Beware of traps for income investors
The risk of cuts to dividends among the big stocks favoured by income investors has increased. Photo: Fairfax Media
By John Collett
Sharemarket analysts are warning investors to be careful of the big stocks they hold for the dividends.
Not only have the share prices of most of the stocks favoured by yield-chasing investors slipped back, or worse, but dividend cuts could also be on the cards.
The fall in the share prices of the big banks, for example, boosts their divided yield, but that could be a trap for the unwary.
"If [the dividend yield] looks too good, it probably is," says Peter Warnes, the head of equities research at Morningstar Financial.
The cash dividend yield is expressed as a percentage of the annual dividends per share divided by the share price, multiplied by 100.
A falling share price can lift a dividend yield and place the stock among the top of the league tables of the biggest dividend payers.
A weaker share can be a good time to buy if it's a temporary glitch and the fundamentals of the business are sound.
But the big question for income investors is whether the share price will fall further, the dividends will be cut, or both.
Care needs to be taken to avoid the 'dividend trap', Warnes says. That's where investors are attracted to stocks by their high dividend yields only to find the yield was high for a reason.
"The last thing an income investor wants is to see the share price halve or dividends cut," Warnes says.
Banks
Those staples of yield-hungry investors, the big banks, will likely remain income stocks for a while, but their share prices are down by up to 10 per cent over the past year.
Elio D'Amato, the executive director of Lincoln Indicators, says their balance sheets are stable and they will continue to generate lots of cash.
However, if you are looking for dynamic growth you will not find it at the banks, he says.
Those holding the banks should spread their investments to other businesses with prospects for better 'total' returns - dividends plus share-price growth, D'Amato says.
Investment researcher Intelligent Investor is also cautious on the big banks.
The 'golden era' of healthy growth, record low debts and exceptional profitability that delivered rising dividends is likely over.
The banks face the prospect of little growth, higher regulation, greater competition and the threat of disruption, Intelligent Investor analyst Rakesh Tummala says.
The sales of their wealth management businesses will create earnings holes and they could struggle to maintain dividends, Tummala says.
Telstra
Telstra, once the darling of the yield-chasers, cut its dividend this year.
And with more competition and a mobile price battle under way, there is uncertainty over the security of future dividends.
Telstra shares, at 8.4 per cent, are on the third-highest cash dividend yield among the largest 200-listed companies. That's based on the share price and estimated dividend payments of the current financial year, as forecast by Lincoln Indicators.
The reason for Telstra's high yield, despite the dividend cut, is the fall in the telco's share price by almost 40 per cent over the past year.
AMP is on a cash yield of 8.12 per cent, the fourth-highest yield among the biggest-200 listed companies.
Its dividend payments have increased by more than 20 per cent over three years.
But the revelations at the banking royal commission in April that the wealth manager had misled customers and the regulator, saw its share price fall from about $5 to about $3.60, or almost 30 per cent.
The royal commission runs until towards the end of this year but some of the implications are already being speculated on.
Royal commission
Any recommendation by the royal commission to limit the way financial service organisations use their financial planning arms to sell their products, would particularly hurt AMP, fund managers and analysts have said.
This is because AMP depends a lot on its planners to recommended "house" financial products.
James Carlisle, research director at Intelligent Investor, says AMP's dividend was already more than 80 per cent of underlying profit [the 'payout ratio'] in the 2017 financial year before the royal commission.
"A reset [to the dividend] now seems inevitable and that's what the current [high] dividend yield is saying," Carlisle says.
"Along with margin pressures, we expect profits in the advice business to fall in coming years.
"This division currently contributes 36 per cent of profits and, with the elevated payout ratio, there's nowhere to hide."
Picks of the bunch
None of the top-10 income payers listed in the table are favoured by analysts.
But there are stocks further down the list on dividend yields that are at least equal to the market average with secure dividends and reasonable prospects to grow their share prices.
D'Amato likes Macquarie Group, which has increased its dividends over the past few years and has a stated policy of paying out 70 per cent of its earnings.
"It's a proven income distributor and, over the long term, you'd expect its dividends to increase as earnings increase," he says.
He also likes Wesfarmers, which will separately list its Coles supermarket chain. Wesfarmers-owned Bunnings Australia and New Zealand is growing its profits and a turnaround of its Target stores continues.
Carlisle likes IOOF. The financial services group is acquiring the ANZ's wealth management business and IOOF has a "good record with acquisitions", he says.
He also likes the Scentre Group, the property trust that owns the Westfield shopping centres in Australia and New Zealand.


- [Task statement] Write the lines below out exactly, dropping each picture.

- [Input data]

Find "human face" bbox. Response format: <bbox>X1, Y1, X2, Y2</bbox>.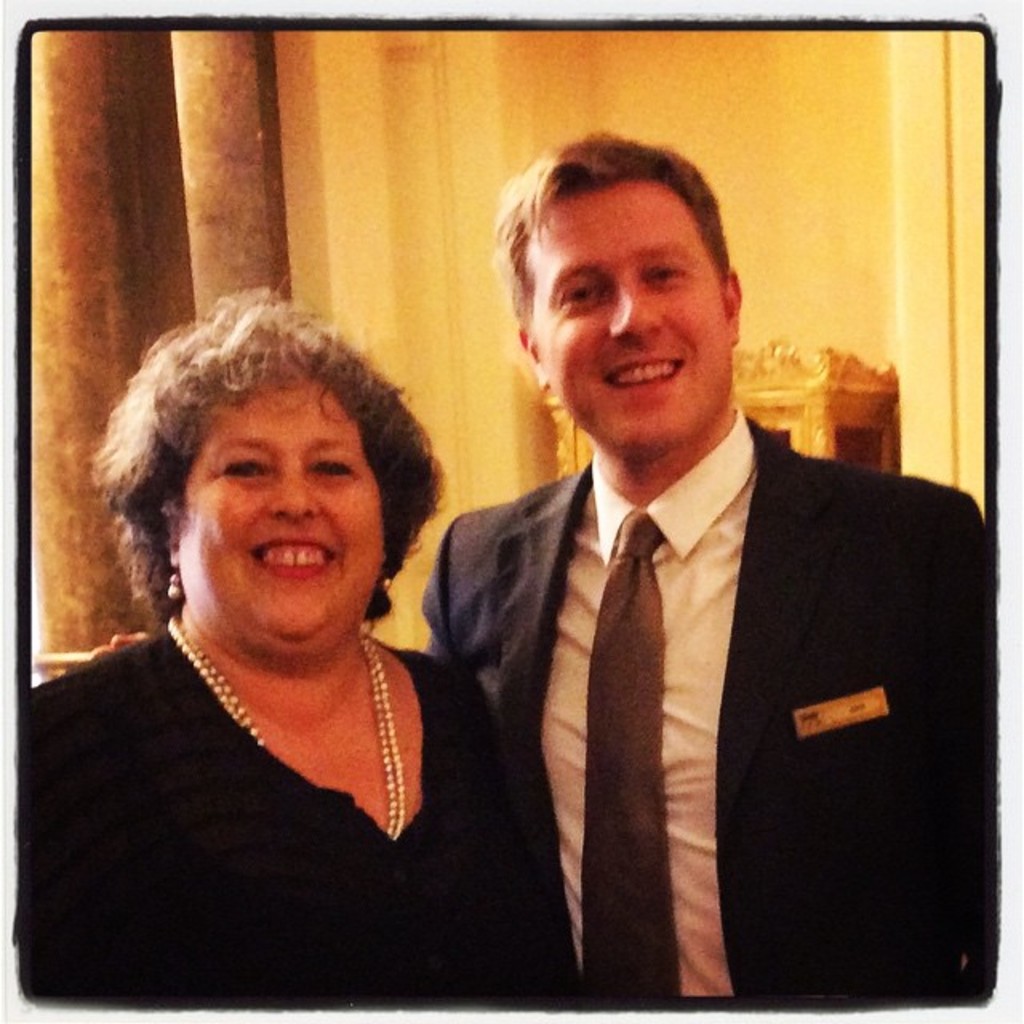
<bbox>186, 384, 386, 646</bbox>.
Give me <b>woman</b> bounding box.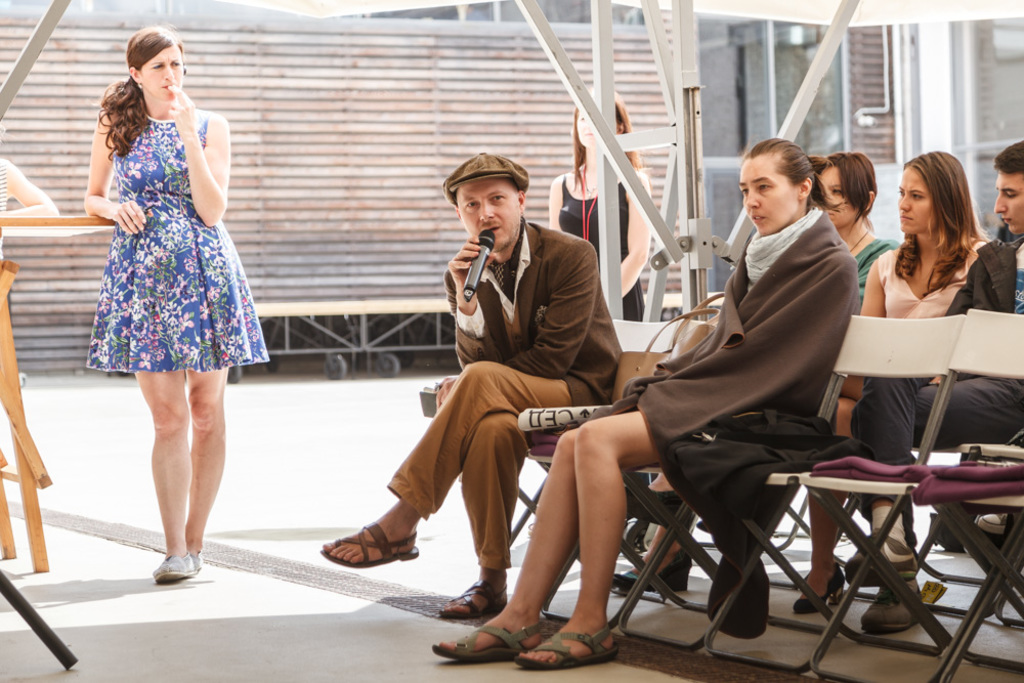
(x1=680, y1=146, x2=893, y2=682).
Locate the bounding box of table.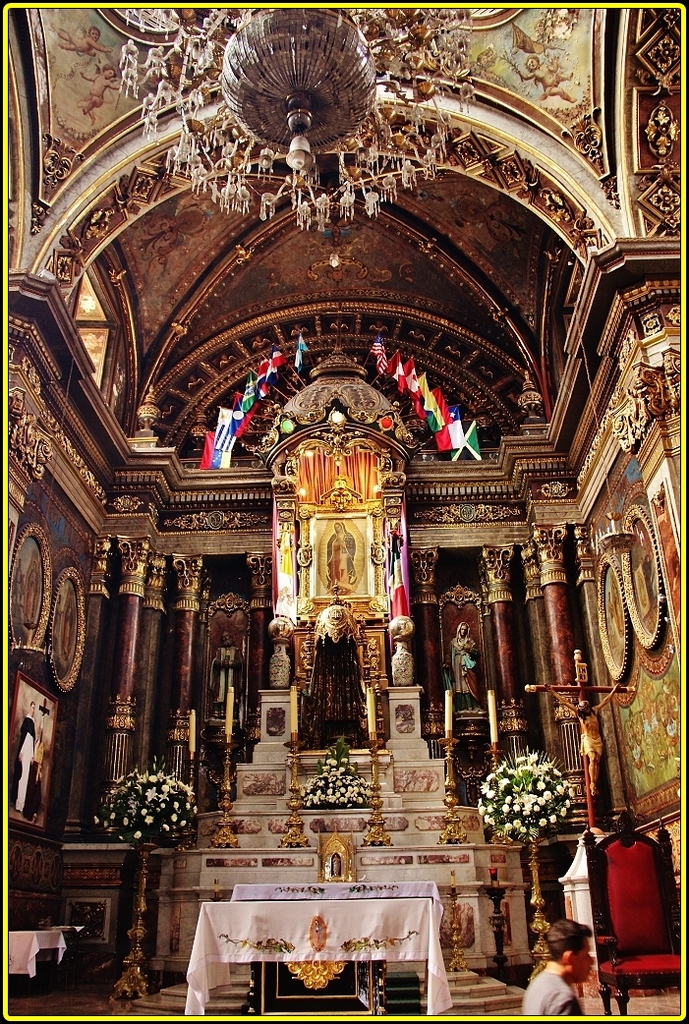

- [Your response]
Find "human face" bbox. Response format: <bbox>X1, Y1, X2, Y2</bbox>.
<bbox>186, 384, 386, 646</bbox>.
Give me <b>woman</b> bounding box.
(x1=680, y1=146, x2=893, y2=682).
Locate the bounding box of table.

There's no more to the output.